I’ve suggested that this film plays like a low-key version of Madame Bovary, with a sexual tension contained within Maria’s pursuit of the puzzle. What’s admirable about Smirnoff’s direction is the way she broaches this issue without pushing it too fast to the surface. The man that Maria meets, who does indeed want to take Maria to a puzzle championship in Germany, does make more than a few passes at her. But for Maria, it is the puzzle interest first and foremost that she’s lying to her family about. And when they do not entirely respect this singular pursuit, Maria’s decisions become more justifiable. In a late moment in the film, she orders the family to help her clean out a spare room. Again, it does seem the least that they can do. And in this act of cleaning, the family begins to dance in a rather spontaneous way after finding an item. So Smirnoff’s optimistic suggestion is that the fun moments in life often happen when you help those who are closest to you with their interests, however crazy or ordinary they may seem. The incurious counterpoint is a relationship founded on another person’s will.
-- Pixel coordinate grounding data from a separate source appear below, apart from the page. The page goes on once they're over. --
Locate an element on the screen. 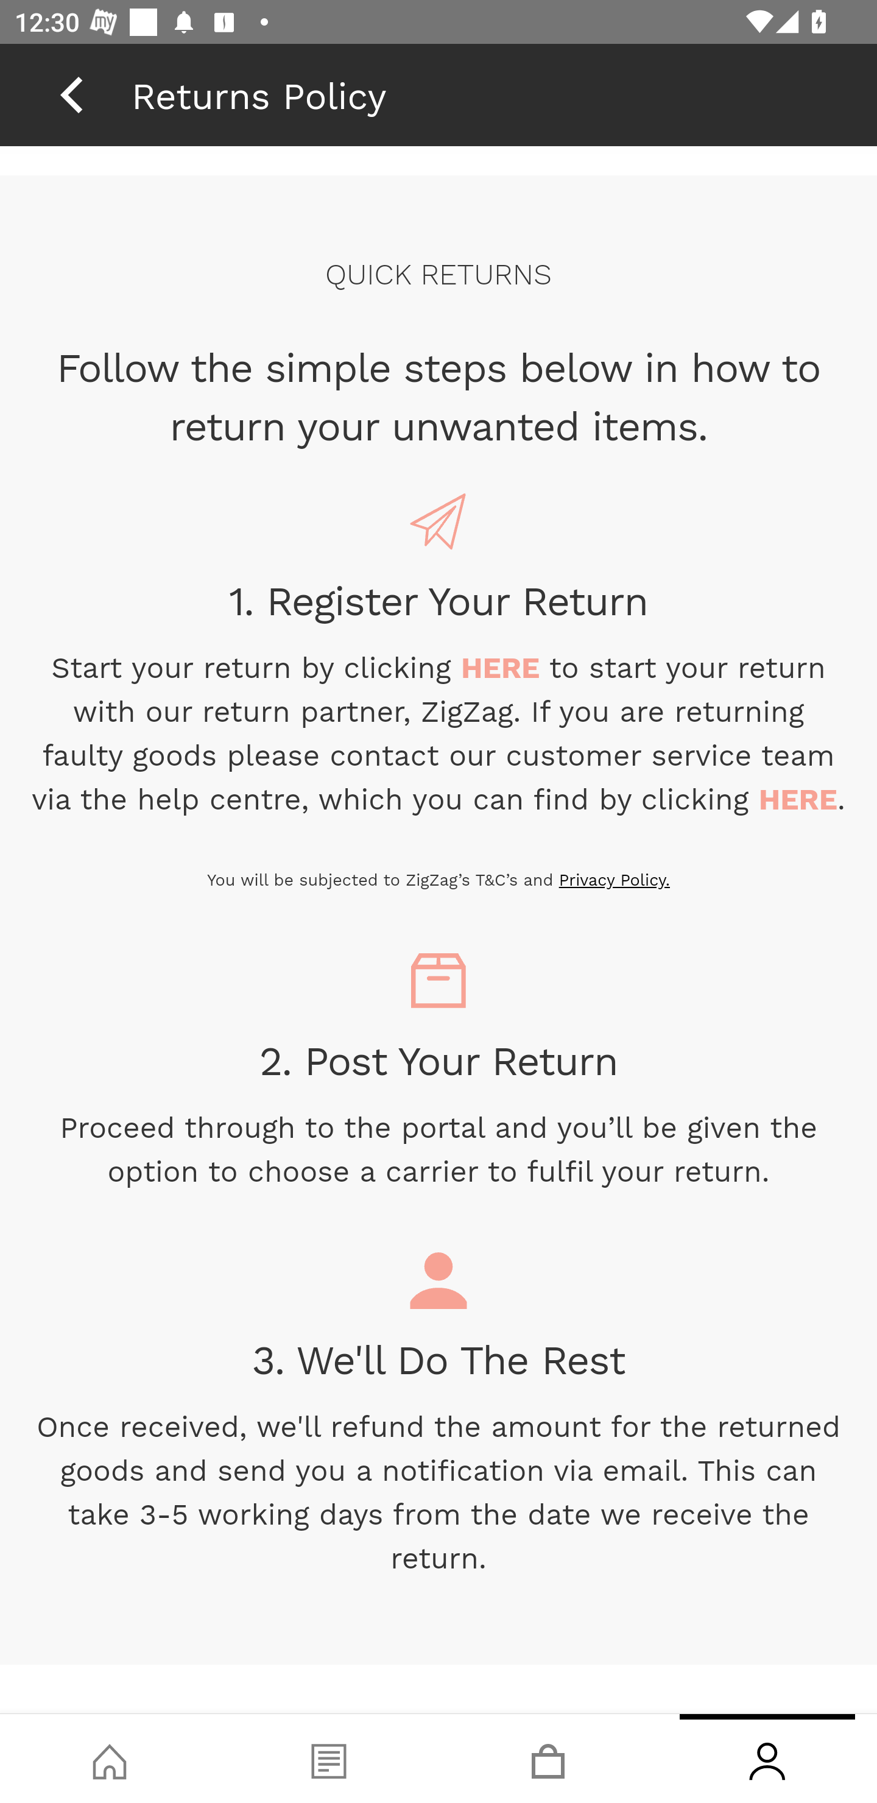  Privacy Policy. is located at coordinates (614, 880).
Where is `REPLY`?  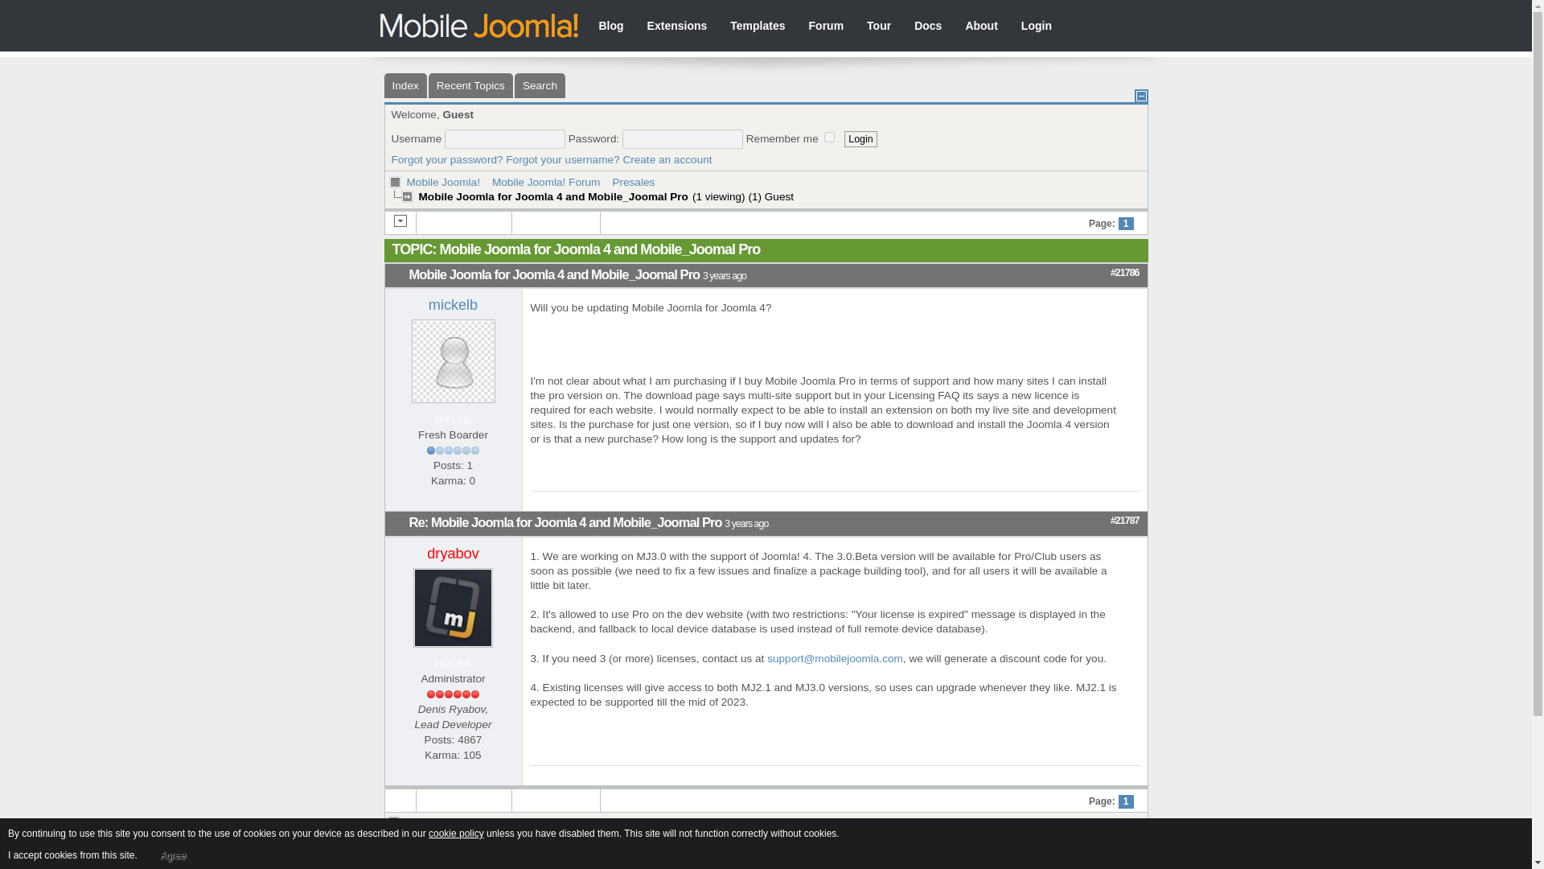 REPLY is located at coordinates (1058, 500).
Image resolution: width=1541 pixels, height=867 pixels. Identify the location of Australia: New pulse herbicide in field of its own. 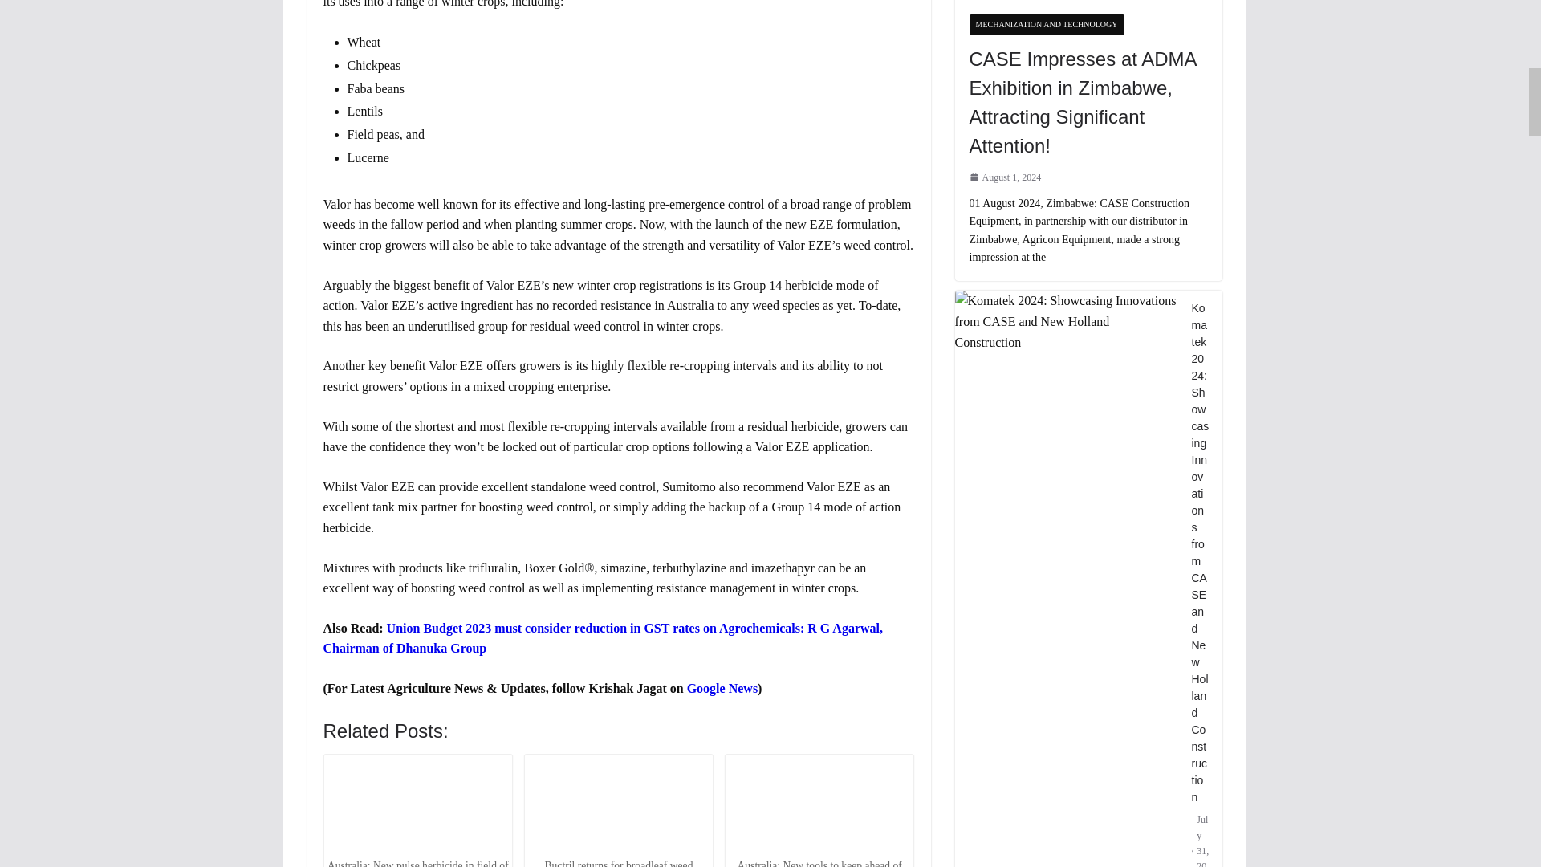
(417, 804).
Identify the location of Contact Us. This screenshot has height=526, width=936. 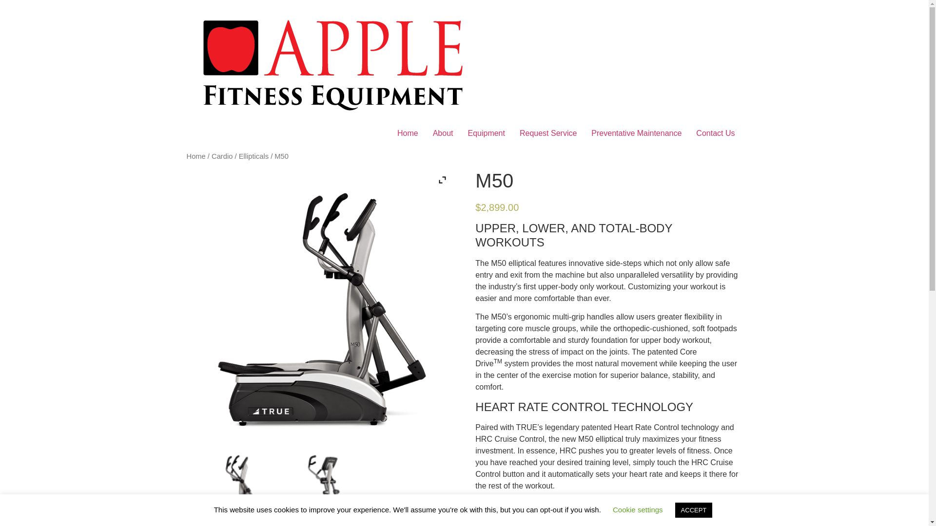
(715, 133).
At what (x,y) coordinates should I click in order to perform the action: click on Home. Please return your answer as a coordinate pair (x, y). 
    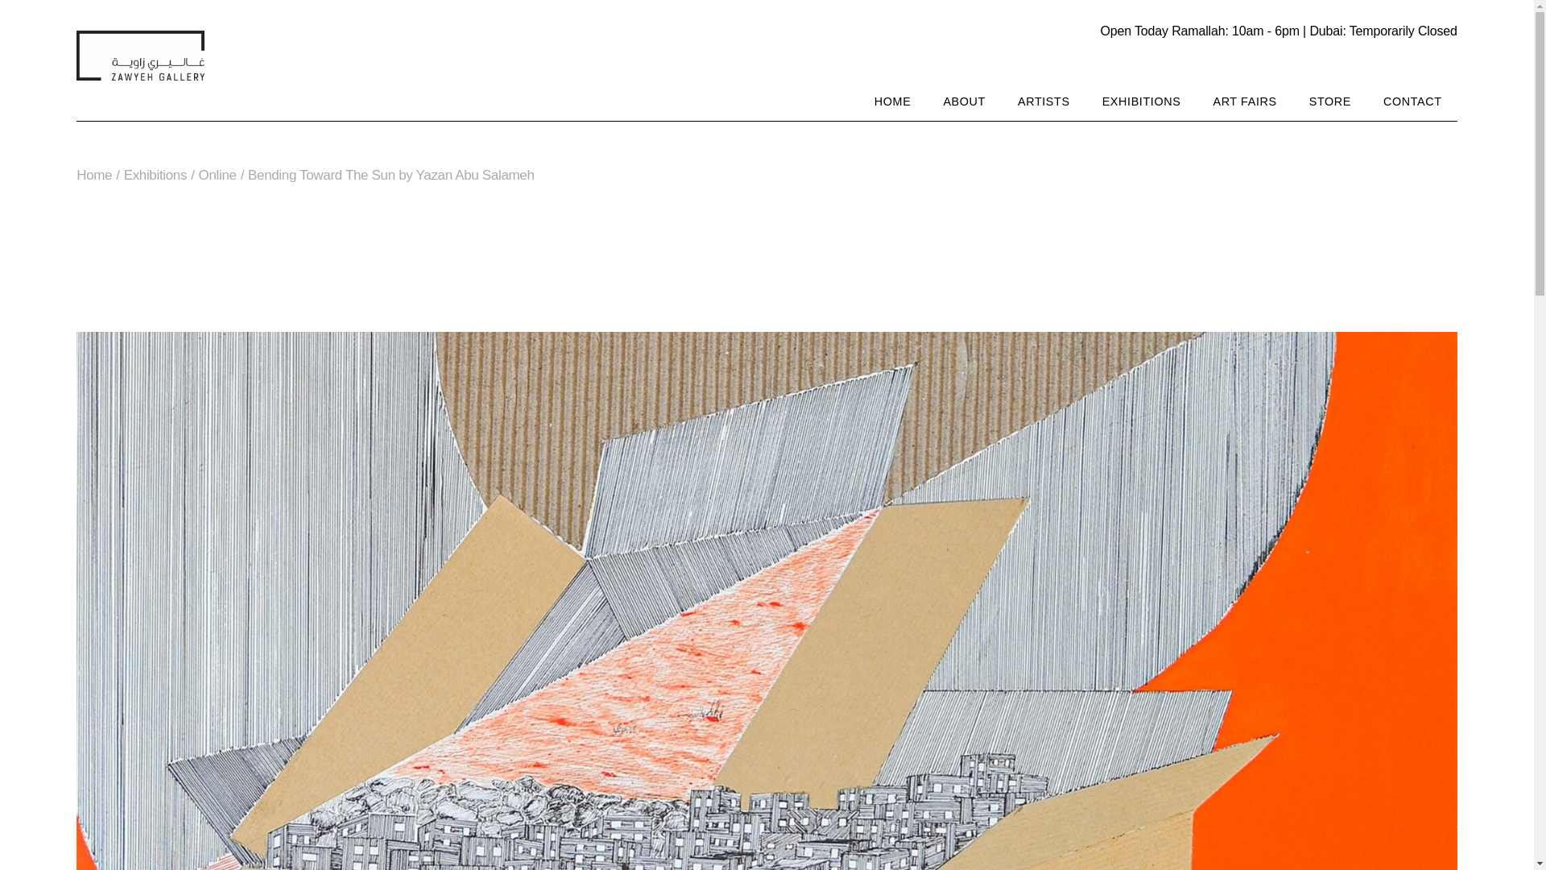
    Looking at the image, I should click on (93, 175).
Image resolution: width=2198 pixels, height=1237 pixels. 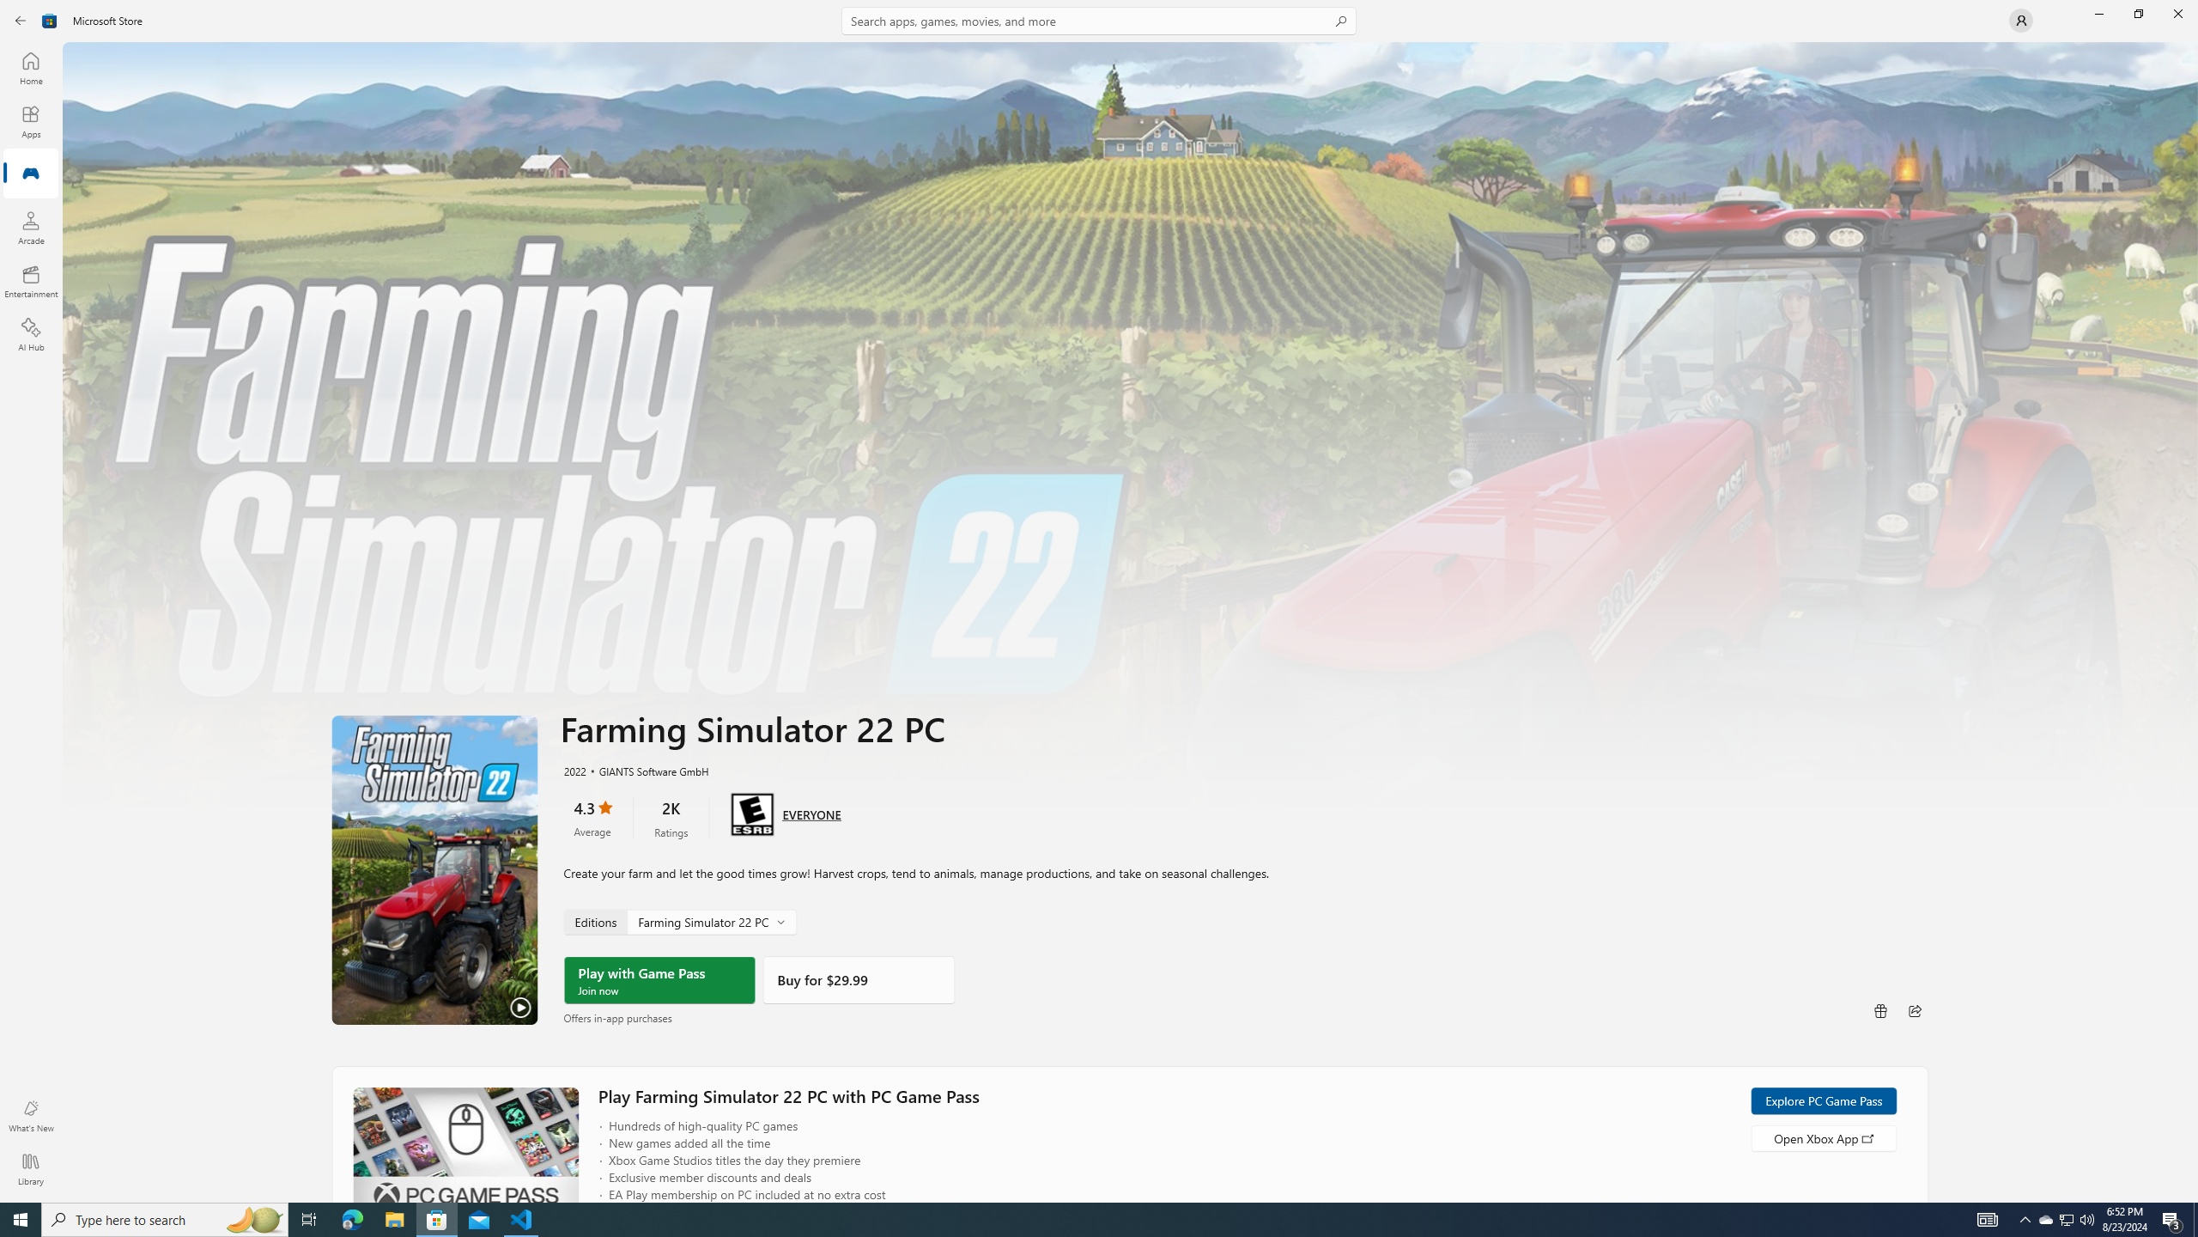 What do you see at coordinates (1099, 601) in the screenshot?
I see `AutomationID: NavigationControl` at bounding box center [1099, 601].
Like any art investigating a subculture (and there’s certainly one here, complete with specific puzzle building techniques and some modest intensity), Puzzle reveals that there’s more to the ordinary if you know where to look and if you stick it out. As someone who has seen many of his friends and acquaintances sacrifice their voices and their spirits for crass materialistic gain, I’m grateful to this film for demonstrating that it’s never too late for anyone.